Bernard has held major positions with key sporting organisations since the late 1970s. Among these positions were Publications Manager of the South Australian National Football League (1979-1984), the South Australian Football Historical Society (which he founded in 1983), Curator of the Adelaide Oval Museum, Historian for the South Australian Cricket Association (1994-2009), Historical Consultant to the South Australian Cricket Association and Adelaide Oval Stadium Management Authority (2010-2017), a member of a national Australian Football League History Sub-committee (2013), a member of the Adelaide Oval History Committee (2013-14), and a member of the Sports SA committee examining the establishment of a South Australian Sports Museum.
Bernard is a founder member of the Australian Society for Sports History and has served as Treasurer (1985) and Vice-president (2003-2007).

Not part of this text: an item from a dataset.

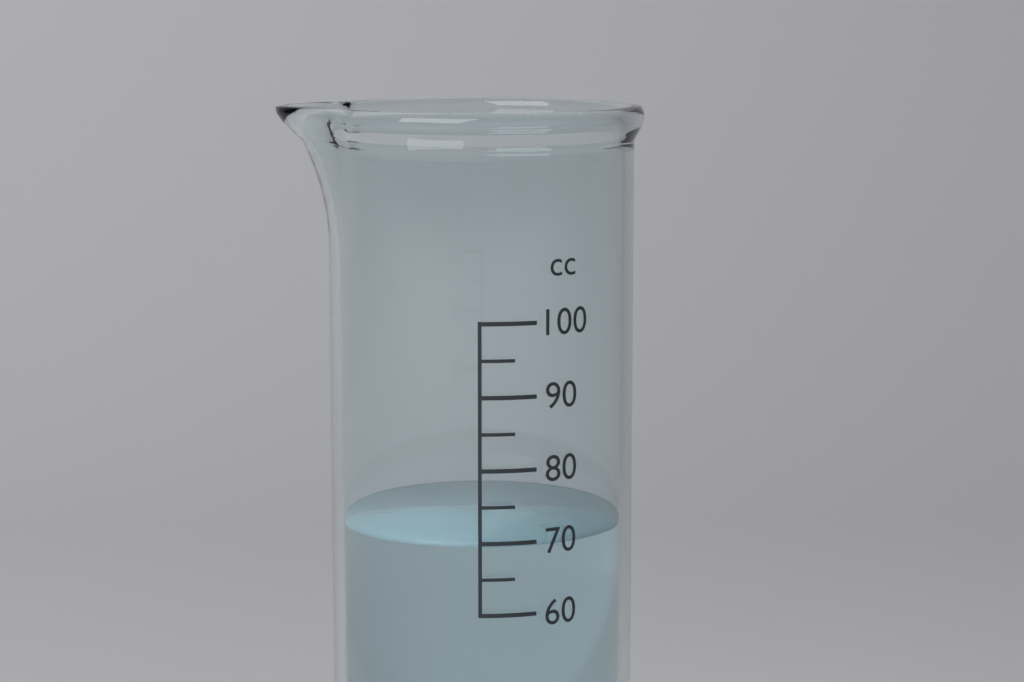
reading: 70 cc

He convened the Society’s Sporting Traditions Conference in Adelaide (2001); he has been convening monthly and bi-monthly meetings of the South Australian Chapter of the Australian Society for Sports History since 1996.
Bernard was awarded a PhD from Flinders University for his research on Aborigines in Australian cricket. Since 1983 his scholarship has focused on cricket and Australian Rules Football, extending into tennis, boxing, sports writing and sporting sites. He has taught courses in sports at Flinders University, and Aboriginal history and sports journalism at the University of South Australia.

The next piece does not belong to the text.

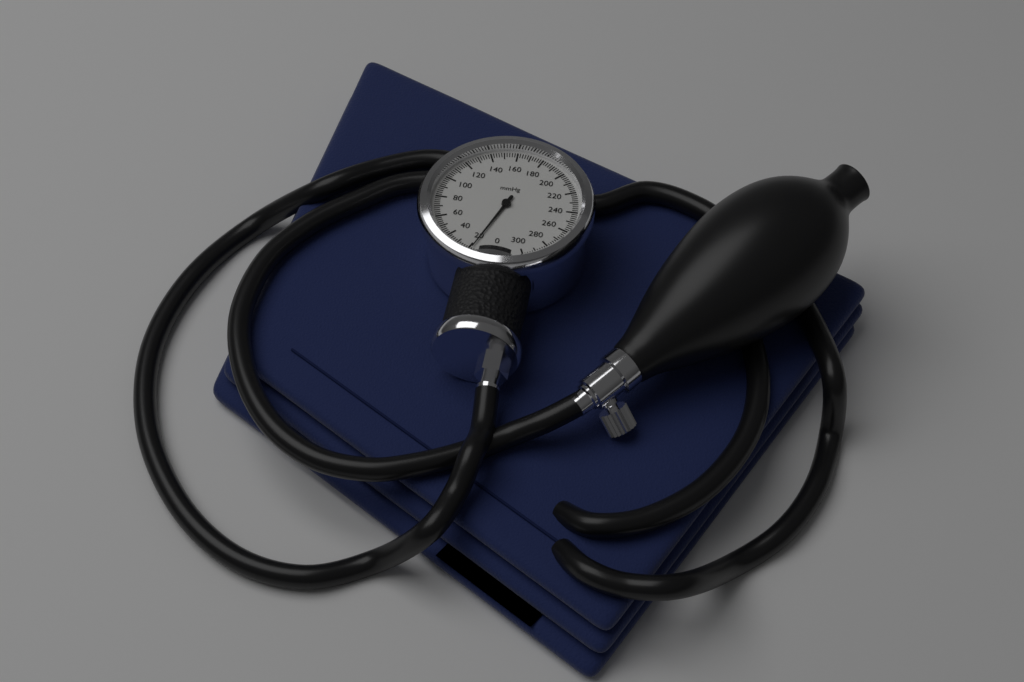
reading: 18 mmHg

Bernard has published 50 books with 44 dealing with the history of sport. A potential top-10 list of the sport history books might include:
- Adelaide Oval Test Cricket 1884–1984 (with Nigel Hart) (Wakefield Press, 1984)

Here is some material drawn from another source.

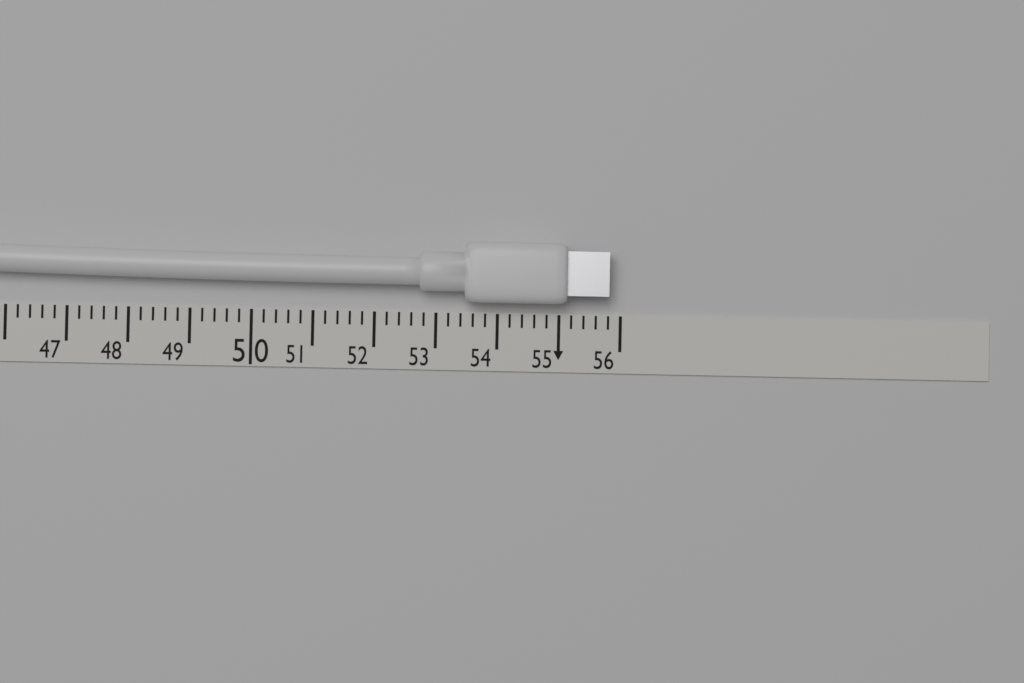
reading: 55.8 cm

- Passport to Nowhere: Aborigines in Australian Cricket 1850-1939 (Walla Walla Press, 1999)
- The Imaginary Grandstand: Identity and Narrative in Australian Sport (ed.) (ASSH SA, 2002)
- The Official MCC Ashes Treasures (2010) (Carlton, 2009, 2010, 2013; ABC 2009); as The Official Ashes Treasures (Allen & Unwin, 2013); as The Official MCC Story of the Ashes / The Official Story of the Ashes (Carlton/Hardie Grant, 2015, 2017)
- On Our Selection: An Alternative History of Australian Cricket (Bernard Whimpress, 2011)
- 1878: Norwood Football Club’s First Year (Norwood Football Club, 2013)
- Adelaide Oval Tennis: 1878–2012 (Bernard Whimpress, 2014)
- Adelaide Sporting Sites (ed., with Santo Caruso), Melbourne Sports Books, 2018)
- George Giffen: A Biography (Walla Walla Press, 2020)
- Adelaide Oval 1865–1939: A History (Lulu, 2022).
Passport to Nowhere, based on Bernard’s PhD thesis, received notable commendations from prominent literary figures in sport, including:
The thoroughness and density of his research reveal the flimsiness and subjectivity of previous scholarship on Aborigines in cricket (Gideon Haigh)
What is commendable about this book is the author’s refusal to take cheap or easy positions, and it is this that makes Whimpress a worthy voice in the emerging debate about the relationship between sport, culture and history in this country (Martin Flanagan)
Between 1998 and 2010 Bernard published and edited Baggy Green, a journal of Australian cricket history. He is the current Reviews Editor of Sporting Traditions and has published seven articles in the journal. Bernard’s work appears in the Australian Dictionary of Biography; The Oxford Companion to Australian Sport (1992, 1994); The Oxford Companion to Australian Cricket (1996), and Wray Vamplew and Brian Stoddart’s collection Sport in Australia: A Social History (1994). His writing has also been published in The Oxford Book of Australian Sporting Anecdotes; Gideon Haigh’s, Cricket Anecdotes, The Best Ever Australian Sports Writing: A 200 Year Collection and The Best Australian Sports Writing 2004. He has written for numerous local and overseas journals, including Wisden, Cricketer, Australian Cricket, the International Journal of the History of Sports and Sporting Traditions. He contributed the entries on Adelaide Oval, cricket and Australian Rules football in the updated edition of The Wakefield Companion to South Australian History (2024).
ASSH acknowledges the long, diverse and outstanding contributions made by Bernard Whimpress to the history of sport and is proud to make him a Fellow of the Society.